But what will be the result? The product now has equal cost to be produced, but the market is gone.
People consume cheap stuff because it is cheap. If it is no longer cheap, they will not consume.
US americans just need to make up their minds. Do they want keep getting more and more and more cheap stuff? Fine. Then go on exploiting other regions of the planet. Or do you have enough cheap stuff now? Ok, then nobody needs another factory.
Many on HN are living in a society where it is normal to use a TELEPHONE for only two years before throwing it away.
What would happen if you instead used it for 5 years? No more factories needed. Problem solved. You don't have to compete, as there is no competition.
The result of charging the true cost of T-Shirt to the consumer is not that everybody now has 100 Fair-Traded-Ecofriendly T-Shirts at home that they don't wear. They will notice that 10 T-Shirts are more than enough if you wash your clothes once per week.
What I am trying to say is: The demand is only there due to the option of exploitation. Take away the part of ruining other peoples lives to get cheap stuff, then it's no longer interesting and will just stop.
So of course you can take the detour, try to re-industrialize, and then find out that your people do not actually like this kind of work, and that they for sure also aren't willing to buy your stuff at the price you are asking.
There is a reason nobody would be so stupid to produce "Make America Great Again" merch in America. Your target audience would not buy it if it was made in America.
It is pragmatic to simply skip this step and end up with the same result: You'll just consume less.
No, why would you say that? When America and Europe built their wealth, they were mainly (though not exclusively) producing and selling manufactured goods for themselves. This whole idea of a poor country developing by building polluting factories to make items for rich countries is a more recent and different thing.
Europe and America insisting on certain labor and environmental standards as a condition of trade wouldn't mean poor countries can't build factories for themselves. At worst, you just split the current one big market into two smaller markets: an expensive and clean one, and a dirty and cheap one.
Do we let other countries wage war, pillage, etc. because others gathered wealth that way previously?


About this exercise: Search the records below for the string "labels" and copy each line where it turns up.

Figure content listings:
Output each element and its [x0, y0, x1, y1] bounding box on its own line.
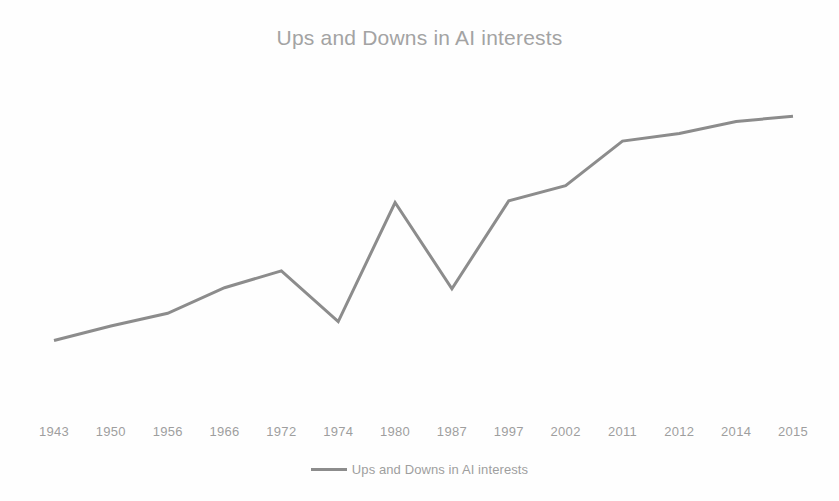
chart-container: Ups and Downs in AI interests 1943195019… — [0, 0, 839, 501]
x-tick-label: 2011 — [592, 424, 652, 439]
x-tick-label: 1956 — [138, 424, 198, 439]
legend-line-swatch-icon — [311, 468, 347, 471]
x-tick-label: 1987 — [422, 424, 482, 439]
series-line-ups-and-downs — [54, 116, 793, 340]
x-tick-label: 1974 — [308, 424, 368, 439]
x-tick-label: 1980 — [365, 424, 425, 439]
legend-item-ups-and-downs: Ups and Downs in AI interests — [311, 462, 528, 477]
x-tick-label: 2012 — [649, 424, 709, 439]
x-tick-label: 2014 — [706, 424, 766, 439]
plot-area — [0, 70, 839, 415]
chart-title: Ups and Downs in AI interests — [0, 26, 839, 50]
chart-legend: Ups and Downs in AI interests — [0, 462, 839, 477]
x-tick-label: 1950 — [81, 424, 141, 439]
x-axis-tick-labels: 1943195019561966197219741980198719972002… — [0, 424, 839, 446]
x-tick-label: 1943 — [24, 424, 84, 439]
line-chart-svg — [0, 70, 839, 415]
legend-item-label: Ups and Downs in AI interests — [352, 462, 528, 477]
x-tick-label: 1972 — [251, 424, 311, 439]
x-tick-label: 2002 — [536, 424, 596, 439]
x-tick-label: 1966 — [195, 424, 255, 439]
x-tick-label: 1997 — [479, 424, 539, 439]
x-tick-label: 2015 — [763, 424, 823, 439]
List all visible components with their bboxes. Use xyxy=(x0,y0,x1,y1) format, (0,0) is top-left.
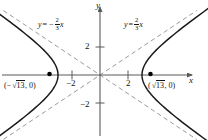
left-focus-point xyxy=(47,72,52,77)
right-focus-comma-zero: , 0) xyxy=(165,81,176,90)
asymptote-negative-equation: y=−23x xyxy=(38,17,63,31)
left-focus-radical: √13 xyxy=(11,82,25,90)
asym-neg-x: x xyxy=(60,20,64,29)
left-focus-comma-zero: , 0) xyxy=(25,81,36,90)
x-axis-label: x xyxy=(189,76,193,85)
asym-pos-x: x xyxy=(139,20,143,29)
graph-canvas xyxy=(0,0,208,140)
left-focus-radicand: 13 xyxy=(16,80,25,90)
left-focus-label: (−√13, 0) xyxy=(4,82,36,90)
right-focus-radicand: 13 xyxy=(156,80,165,90)
right-focus-label: (√13, 0) xyxy=(148,82,175,90)
tick-label-x-pos2: 2 xyxy=(126,79,131,88)
right-focus-point xyxy=(148,72,153,77)
right-focus-radical: √13 xyxy=(151,82,165,90)
tick-label-x-neg2: −2 xyxy=(66,79,76,88)
tick-label-y-neg2: −2 xyxy=(80,100,90,109)
hyperbola-figure: y x −2 2 2 −2 y=−23x y=23x (−√13, 0) (√1… xyxy=(0,0,208,140)
y-axis-label: y xyxy=(96,1,100,10)
tick-label-y-pos2: 2 xyxy=(85,42,90,51)
asymptote-positive-equation: y=23x xyxy=(124,17,143,31)
hyperbola-right-branch xyxy=(142,0,208,140)
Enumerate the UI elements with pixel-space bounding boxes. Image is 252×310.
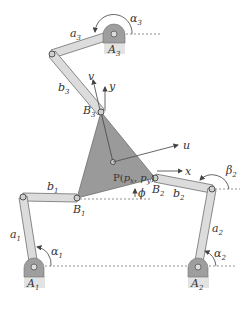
label-B1: B1	[72, 203, 86, 218]
joint-B1	[74, 195, 80, 201]
label-b1: b1	[47, 180, 59, 195]
link-b1	[23, 193, 77, 202]
joint-C2	[209, 186, 215, 192]
label-b2: b2	[173, 187, 185, 202]
link-a1	[19, 196, 38, 268]
joint-C1	[20, 194, 26, 200]
label-B2: B2	[151, 183, 165, 198]
label-a1: a1	[10, 228, 21, 243]
label-alpha1: α1	[51, 245, 63, 260]
label-alpha2: α2	[214, 247, 226, 262]
reference-lines	[45, 34, 240, 266]
label-u: u	[183, 139, 190, 152]
label-y: y	[108, 80, 116, 93]
joint-B3	[98, 109, 104, 115]
label-b3: b3	[58, 81, 70, 96]
joint-C3	[49, 51, 55, 57]
label-a3: a3	[70, 27, 82, 42]
label-v: v	[88, 70, 95, 83]
moving-platform	[77, 112, 155, 198]
label-phi: ϕ	[138, 187, 146, 200]
rrr-manipulator-diagram: α3 a3 A3 b3 v y B3 u x P(px, py) b1 ϕ B2…	[0, 0, 252, 310]
label-a2: a2	[212, 222, 224, 237]
label-alpha3: α3	[130, 12, 142, 27]
label-x: x	[185, 165, 192, 178]
label-beta2: β2	[225, 164, 237, 179]
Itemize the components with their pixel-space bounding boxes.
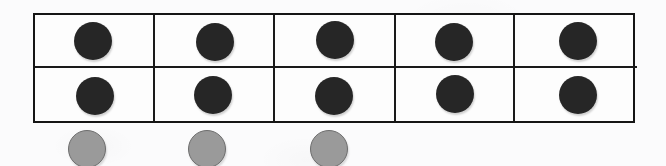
ten-frame-cell-r1c5[interactable]	[515, 15, 637, 68]
dark-counter[interactable]	[559, 22, 597, 60]
dark-counter[interactable]	[194, 76, 232, 114]
dark-counter[interactable]	[436, 75, 474, 113]
worksheet-canvas	[0, 0, 666, 166]
dark-counter[interactable]	[435, 23, 473, 61]
loose-counter-tray	[0, 130, 666, 166]
ten-frame-cell-r2c3[interactable]	[275, 68, 396, 121]
dark-counter[interactable]	[559, 76, 597, 114]
dark-counter[interactable]	[196, 23, 234, 61]
ten-frame-cell-r2c2[interactable]	[155, 68, 275, 121]
ten-frame-cell-r2c5[interactable]	[515, 68, 637, 121]
gray-counter-1[interactable]	[68, 130, 106, 166]
ten-frame-cell-r1c1[interactable]	[35, 15, 155, 68]
ten-frame-cell-r1c3[interactable]	[275, 15, 396, 68]
dark-counter[interactable]	[315, 77, 353, 115]
gray-counter-2[interactable]	[188, 130, 226, 166]
ten-frame-cell-r1c2[interactable]	[155, 15, 275, 68]
dark-counter[interactable]	[76, 77, 114, 115]
dark-counter[interactable]	[74, 22, 112, 60]
ten-frame-grid[interactable]	[33, 13, 635, 123]
gray-counter-3[interactable]	[310, 130, 348, 166]
ten-frame-cell-r2c4[interactable]	[396, 68, 515, 121]
ten-frame-cell-r2c1[interactable]	[35, 68, 155, 121]
dark-counter[interactable]	[316, 21, 354, 59]
ten-frame-cell-r1c4[interactable]	[396, 15, 515, 68]
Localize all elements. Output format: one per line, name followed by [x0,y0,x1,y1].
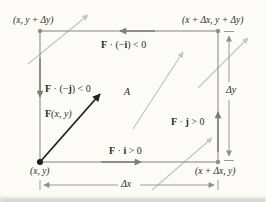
page-edge-shadow [0,196,266,202]
corner-dot-bottom-right [216,160,220,164]
corner-label-top-left: (x, y + Δy) [13,15,53,25]
dimension-label-dx: Δx [119,178,133,189]
flux-bottom-end: > 0 [126,145,142,156]
vector-F-arrow [40,94,100,162]
corner-dot-top-right [216,29,220,33]
divergence-flux-diagram: (x, y + Δy) (x + Δx, y + Δy) (x, y) (x +… [0,0,266,202]
flux-right-end: > 0 [189,116,205,127]
dimension-label-dy: Δy [224,84,238,95]
flux-top-end: ) < 0 [127,39,146,50]
flux-label-right: F · j > 0 [171,116,204,127]
corner-label-bottom-left: (x, y) [30,166,50,176]
corner-dot-top-left [38,29,42,33]
flux-label-left: F · (−j) < 0 [45,83,91,94]
corner-label-top-right: (x + Δx, y + Δy) [182,15,243,25]
field-arrow-right [198,38,248,88]
field-arrow-bottom-right [152,138,212,190]
flux-label-bottom: F · i > 0 [109,145,142,156]
corner-label-bottom-right: (x + Δx, y) [195,166,235,176]
flux-left-mid: · (− [51,83,68,94]
area-label: A [124,86,130,97]
dimension-dy [224,32,234,161]
flux-top-mid: · (− [107,39,124,50]
vector-F-label: F(x, y) [45,108,72,119]
flux-left-end: ) < 0 [72,83,91,94]
vector-F-args: (x, y) [51,108,72,119]
flux-label-top: F · (−i) < 0 [101,39,146,50]
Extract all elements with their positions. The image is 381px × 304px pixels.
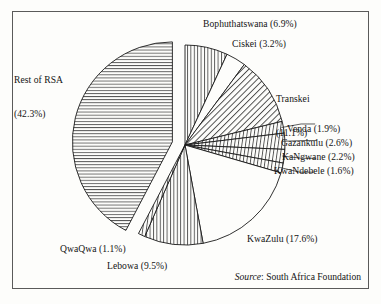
slice-label-rest-of-rsa-line1: Rest of RSA xyxy=(14,74,63,85)
source-value: South Africa Foundation xyxy=(266,271,361,282)
slice-label-venda: Venda (1.9%) xyxy=(287,123,340,134)
slice-label-lebowa: Lebowa (9.5%) xyxy=(107,260,167,271)
slice-label-kangwane: KaNgwane (2.2%) xyxy=(282,151,355,162)
slice-label-transkei-line1: Transkei xyxy=(276,93,310,104)
slice-label-ciskei: Ciskei (3.2%) xyxy=(232,38,286,49)
pie-chart-figure: Rest of RSA (42.3%) Bophuthatswana (6.9%… xyxy=(0,0,381,304)
slice-label-rest-of-rsa-line2: (42.3%) xyxy=(14,108,63,119)
slice-label-gazankulu: Gazankulu (2.6%) xyxy=(281,137,352,148)
source-label: Source xyxy=(235,271,261,282)
slice-label-rest-of-rsa: Rest of RSA (42.3%) xyxy=(14,52,63,142)
source-attribution: Source: South Africa Foundation xyxy=(235,271,361,282)
slice-label-qwaqwa: QwaQwa (1.1%) xyxy=(60,243,126,254)
pie-slices xyxy=(72,42,285,245)
slice-label-kwandebele: KwaNdebele (1.6%) xyxy=(274,165,354,176)
slice-label-bophuthatswana: Bophuthatswana (6.9%) xyxy=(203,18,297,29)
slice-label-kwazulu: KwaZulu (17.6%) xyxy=(247,233,318,244)
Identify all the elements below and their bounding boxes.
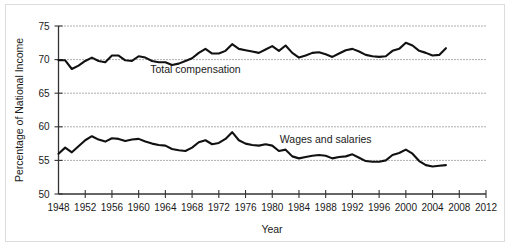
x-tick-label-2000: 2000: [395, 202, 418, 213]
x-tick-label-1960: 1960: [128, 202, 151, 213]
chart-screenshot: 505560657075 194819521956196019641968197…: [0, 0, 511, 251]
annotation-total-compensation: Total compensation: [150, 63, 241, 75]
y-tick-label-70: 70: [38, 54, 50, 65]
x-tick-label-1992: 1992: [341, 202, 364, 213]
y-axis-title: Percentage of National Income: [13, 38, 25, 182]
x-tick-labels: 1948195219561960196419681972197619801984…: [47, 202, 497, 213]
series-line-wages-and-salaries: [59, 132, 446, 166]
x-tick-label-1952: 1952: [74, 202, 97, 213]
x-tick-label-1964: 1964: [154, 202, 177, 213]
y-tick-label-75: 75: [38, 21, 50, 32]
x-axis-title: Year: [261, 223, 283, 235]
x-tick-label-1972: 1972: [208, 202, 231, 213]
x-tick-label-1976: 1976: [234, 202, 257, 213]
annotation-wages-and-salaries: Wages and salaries: [280, 133, 372, 145]
y-tick-label-60: 60: [38, 121, 50, 132]
x-tick-label-1980: 1980: [261, 202, 284, 213]
y-tick-label-55: 55: [38, 155, 50, 166]
x-tick-label-1988: 1988: [315, 202, 338, 213]
x-tick-label-2008: 2008: [448, 202, 471, 213]
x-tick-label-2004: 2004: [421, 202, 444, 213]
chart-frame: 505560657075 194819521956196019641968197…: [5, 4, 505, 242]
x-tick-label-1968: 1968: [181, 202, 204, 213]
x-tick-label-1984: 1984: [288, 202, 311, 213]
x-tick-label-1948: 1948: [47, 202, 70, 213]
data-series: [59, 43, 446, 167]
x-tick-label-1996: 1996: [368, 202, 391, 213]
y-tick-labels: 505560657075: [38, 21, 50, 200]
series-line-total-compensation: [59, 43, 446, 69]
series-annotations: Total compensationWages and salaries: [150, 63, 371, 145]
y-tick-label-50: 50: [38, 189, 50, 200]
line-chart: 505560657075 194819521956196019641968197…: [6, 5, 506, 243]
x-tick-label-2012: 2012: [475, 202, 498, 213]
y-tick-label-65: 65: [38, 88, 50, 99]
x-tick-label-1956: 1956: [101, 202, 124, 213]
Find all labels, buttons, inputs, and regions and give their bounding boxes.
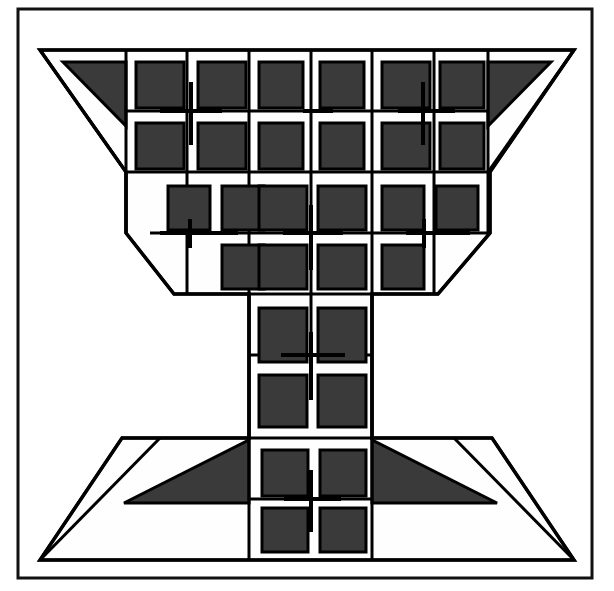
- ornament-figure: [0, 0, 614, 591]
- motif-pad: [382, 186, 424, 230]
- motif-pad: [318, 375, 366, 427]
- motif-pad: [259, 123, 303, 169]
- motif-pad: [259, 186, 307, 230]
- motif-pad: [382, 245, 424, 289]
- motif-pad: [259, 375, 307, 427]
- motif-pad: [318, 245, 366, 289]
- motif-pad: [440, 123, 484, 169]
- motif-pad: [320, 123, 364, 169]
- motif-pad: [318, 186, 366, 230]
- motif-pad: [262, 450, 308, 496]
- motif-pad: [136, 62, 184, 108]
- motif-pad: [440, 62, 484, 108]
- motif-pad: [320, 508, 366, 552]
- figure-canvas: Geometric Fret Ornament Figure Symmetric…: [0, 0, 614, 591]
- motif-pad: [259, 62, 303, 108]
- motif-pad: [320, 62, 364, 108]
- motif-pad: [320, 450, 366, 496]
- motif-pad: [198, 123, 246, 169]
- motif-pad: [198, 62, 246, 108]
- motif-pad: [436, 186, 478, 230]
- motif-pad: [259, 245, 307, 289]
- motif-pad: [262, 508, 308, 552]
- motif-pad: [136, 123, 184, 169]
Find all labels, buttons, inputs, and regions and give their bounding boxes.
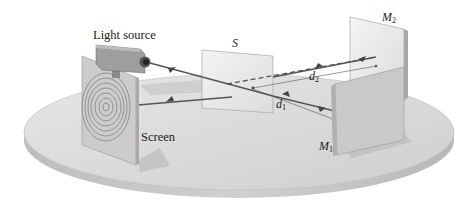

Response to this task:
x-axis-tick-labels: 1943195019561966197219741980198719972002… — [0, 424, 839, 446]
x-tick-labels: 1948195219561960196419681972197619801984…: [47, 202, 497, 213]
y-tick-labels: 505560657075: [38, 21, 50, 200]
Find all labels, buttons, inputs, and regions and give their bounding boxes.
Find all labels, buttons, inputs, and regions and give their bounding boxes.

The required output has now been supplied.